Monday, March 14, 2005

The End of the Affair

A few years ago I saw a movie called The End of the Affair, and I remember that at that time I liked it. And, a couple weeks ago, my wonderful fiance indulged my love of books, some would call it an obsession, and took me to an enormous used book store in Manhattan, namely The Strand. The Strand boasts 18 miles of books, and, even after having been there for an hour and a half (I say we were only there for under an hour and he says we were there for two, so I'm compromising), I probably didn't even rummage through 1% of their books. Though I didn't really make my way through that many of their stacks--I'm giddy even remembering what it was like to be there--I still returned from Manhattan with scores of books, including Graham Greene's End of the Affair. As soon as I read the synopsis on the book's back cover I realized the movie had been adapted from Graham Greene's novel.

Every once in a while I come across a book that speaks to what it means to be human, a story that glimpses into the soul. Greene's novel is one of those pieces. The novel is almost autobiographical. It's like Greene wrestled with the darkest and brightest portions of his own nature, and this book resulted. If you like to mix your daily dose of philosophy and religion with fiction, then this book's it. The story captures one man's relationship with the God he wants to deny. It's just brilliant! It's way to fresh on the brain for me to write anything useful about it right now.

While I found certain stylistic aspects of it to be troubling, e.g., inconsistent transitions from chapter to chapter and portions of the ending too convenient, I loved this book. It' such a fine piece of fiction that it makes me wonder whether the author intended bumpy transitions in certain places, i.e., whether they have some sort of hidden meaning that I'm not getting.

It really was a wonderful read. I don't want to say too much about the ending, but I'll say this: certain aspects of the ending weren't ambiguous enough. The book captured how futile it is to deny God's existence, because he wont deny your's. I think that the reader, the "believer," would have felt this at a personal level even more than he already does if certain aspects of the ending had been more ambiguous. The reader would have felt a push/pull between rational explanations and religious explanations if specific portions of the ending a more open explanation. Geez this is hard to explain without giving away the book. I'll stop here.

By the way, I've realized that I should have written about the Da Vinci Code as well as Angels and Demons. I still haven't read the Code, but I find everyone's buying into it's being historical silly. Angels and Demons wasn't a great book--it was a fun beach book--but society's response to it and/or other pieces of literature that incorporate some historical facts startles me. The reason it startles me: people think fiction is fact. Why? Why is there such a complete lack of common sense or basic knowledge of history that makes it possible for people to read something like the Code or see something like the Gangs of New York and think that they're seeing something that really happened? Don't be a duncical reader (that's what I tell myself when I read something that calls itself a documentary or says it's adapted from or based on history).

Firstly, one of the first few pages in Dan Brown's book is entilted "Facts." It states that essentially all the rituals, pieces of artwork, and so on have been meticulously researched and are true. In response, many have published responses to the novel, such as Breaking the Da Vinci Code and the myriad of other books listed by Faithfulreader.com. Though Faithfulreader.com takes issue with Brown's book because of it's open hostility to Catholicism and Christianity, I take issue with it's readers, not it's author. People? What's next? Why are you so willing to believe tripe? Why are people so willing to believe the worst about western civilization and religion? And, more importantly, why are people so ill informed? (On the upside, at least people are reading (they're just not thinking). Is that too mean?)

Now, some people have probably been spoonfed nonsense by iconoclastic teaching professionals that belong to an especially ill-informed school of idealogues; however, regardless of the malebolge that certain schools offer up as a "approved" education, don't we owe it to ourselves to seek out the truth? I'm sure there are a lot of good history books out there, but I would recommend Lies My Teacher Told Me: Everything Your American History Textbook Got Wrong as a great place to start. If anyone can think of any others, please let me know. I'm always looking for a good read.

Anyway, back to my wonderful pile of books. Eragon is just around the corner. I promise not to rant again for quite a while.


● What the task asks
The listing is to be repeated exactly, and its pictures are to be left out.

● Supplied information
******
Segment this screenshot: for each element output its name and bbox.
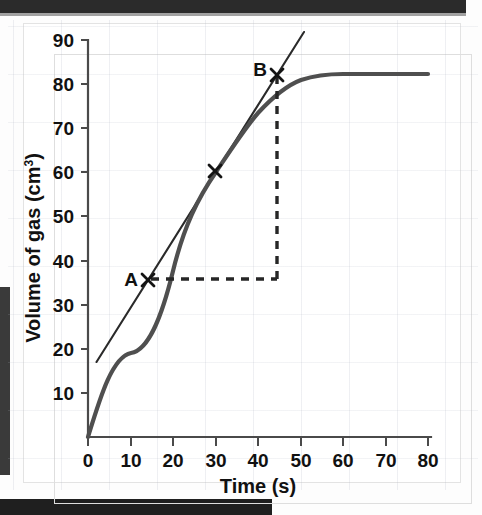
axes-group (88, 40, 431, 437)
x-tick-label-60: 60 (332, 450, 353, 471)
svg-text:Volume of gas (cm3): Volume of gas (cm3) (22, 153, 44, 343)
y-tick-label-90: 90 (53, 30, 74, 51)
x-tick-label-0: 0 (83, 450, 94, 471)
gas-volume-chart: 90 80 70 60 50 40 30 20 10 0 10 20 30 40… (0, 0, 482, 515)
x-tick-label-40: 40 (247, 450, 268, 471)
marker-label-b: B (253, 59, 267, 80)
y-tick-label-40: 40 (53, 251, 74, 272)
y-tick-label-80: 80 (53, 74, 74, 95)
x-tick-label-30: 30 (205, 450, 226, 471)
y-axis-tick-labels: 90 80 70 60 50 40 30 20 10 (53, 30, 74, 404)
y-tick-label-60: 60 (53, 162, 74, 183)
y-axis-title-close: ) (22, 153, 44, 160)
x-axis-title: Time (s) (220, 475, 296, 497)
x-axis-ticks (88, 437, 428, 446)
x-tick-label-20: 20 (162, 450, 183, 471)
x-tick-label-80: 80 (417, 450, 438, 471)
y-axis-title: Volume of gas (cm3) (22, 153, 44, 343)
y-tick-label-50: 50 (53, 206, 74, 227)
x-tick-label-70: 70 (375, 450, 396, 471)
volume-curve (88, 74, 428, 437)
marker-label-a: A (124, 269, 138, 290)
y-tick-label-70: 70 (53, 118, 74, 139)
y-axis-title-base: Volume of gas (cm (22, 167, 44, 343)
x-tick-label-50: 50 (290, 450, 311, 471)
x-tick-label-10: 10 (120, 450, 141, 471)
y-tick-label-30: 30 (53, 295, 74, 316)
y-tick-label-10: 10 (53, 383, 74, 404)
x-axis-tick-labels: 0 10 20 30 40 50 60 70 80 (83, 450, 439, 471)
y-tick-label-20: 20 (53, 339, 74, 360)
******
● Output for this task
Segment this screenshot: for each element output its name and bbox.
axes-group (88, 40, 431, 437)
x-tick-label-60: 60 (332, 450, 353, 471)
svg-text:Volume of gas (cm3): Volume of gas (cm3) (22, 153, 44, 343)
y-tick-label-90: 90 (53, 30, 74, 51)
x-tick-label-0: 0 (83, 450, 94, 471)
gas-volume-chart: 90 80 70 60 50 40 30 20 10 0 10 20 30 40… (0, 0, 482, 515)
x-tick-label-40: 40 (247, 450, 268, 471)
marker-label-b: B (253, 59, 267, 80)
y-tick-label-40: 40 (53, 251, 74, 272)
y-tick-label-80: 80 (53, 74, 74, 95)
x-tick-label-30: 30 (205, 450, 226, 471)
y-axis-tick-labels: 90 80 70 60 50 40 30 20 10 (53, 30, 74, 404)
y-tick-label-60: 60 (53, 162, 74, 183)
y-axis-title-close: ) (22, 153, 44, 160)
x-axis-title: Time (s) (220, 475, 296, 497)
x-axis-ticks (88, 437, 428, 446)
x-tick-label-20: 20 (162, 450, 183, 471)
x-tick-label-80: 80 (417, 450, 438, 471)
y-axis-title: Volume of gas (cm3) (22, 153, 44, 343)
y-tick-label-50: 50 (53, 206, 74, 227)
x-tick-label-70: 70 (375, 450, 396, 471)
volume-curve (88, 74, 428, 437)
marker-label-a: A (124, 269, 138, 290)
y-tick-label-70: 70 (53, 118, 74, 139)
y-axis-title-base: Volume of gas (cm (22, 167, 44, 343)
x-tick-label-50: 50 (290, 450, 311, 471)
x-tick-label-10: 10 (120, 450, 141, 471)
y-tick-label-30: 30 (53, 295, 74, 316)
y-tick-label-10: 10 (53, 383, 74, 404)
x-axis-tick-labels: 0 10 20 30 40 50 60 70 80 (83, 450, 439, 471)
y-tick-label-20: 20 (53, 339, 74, 360)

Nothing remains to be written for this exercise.